Personal drones can snoop on you anywhere, anytime
By IANSSunday, November 7, 2010
LONDON - Personal drones ferretting out deadly terrorists in Pakistan hills are likely to be put to a sinister new use - tracking anyone anywhere, which includes celebrities, lovers, housewives, even school kids.
These drones are smaller, private versions of the notorious Predator, which is relentlessly spying on terrorists and their hideouts in Afghanistan and Pakistan.
Already Splash News, a paparazzi photo agency, is planning to use the drones to chase celebrities around the Hollywood Hills.
“It would strike fear into the hearts of every celebrity having a birthday party,” Splash chief executive Gary Morgan told the Wall Street Journal ‘Call it C3paparazzo.’
The concept is strangely fitting: ‘paparazzi’ comes from an Italian word meaning the buzzing of a mosquito, reports the Daily Mail.
Now the metaphor is coming to life.
Several personal drones are scheduled for completion next year.

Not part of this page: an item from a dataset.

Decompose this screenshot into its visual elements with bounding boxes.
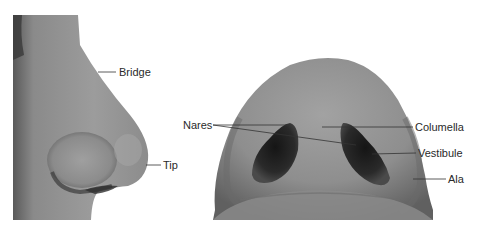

Liverpool police have already used such drones to make at least one arrest.
In February, the Air Robot was deployed by Merseyside police after officers lost an alleged car thief who had escaped on foot in thick fog.
Using the device’s on-board camera and thermal-imaging technology, the operator was able to pick up the suspect through his body heat and direct foot patrols to his location.
It led officers to a 16-year-old youth, who was hiding in bushes alongside the Leeds-Liverpool canal, in Litherland, Merseyside.
The drone, which measures three feet between the tips of its four carbon fibre rotor blades, uses unmanned aerial vehicle (UAV) technology originally designed for military reconnaissance.
It is designed to hover almost silently above crime scenes and send live footage to officers on the ground, but the unit can also ‘perch and stare’ from a solid platform, allowing the operator to capture hours of footage from a hidden vantage point.
The technology is swiftly moving beyond military and even police circles - already unmanned aircraft that can fly predetermined routes cost just a few hundred dollars and can be operated by an iPhone.
Massachusetts Institute of Technology professor and Missy Cummings is working to develop a ‘Personal Sentry’ drone about the size of a pizza box that warns soldiers if danger is approaching from behind.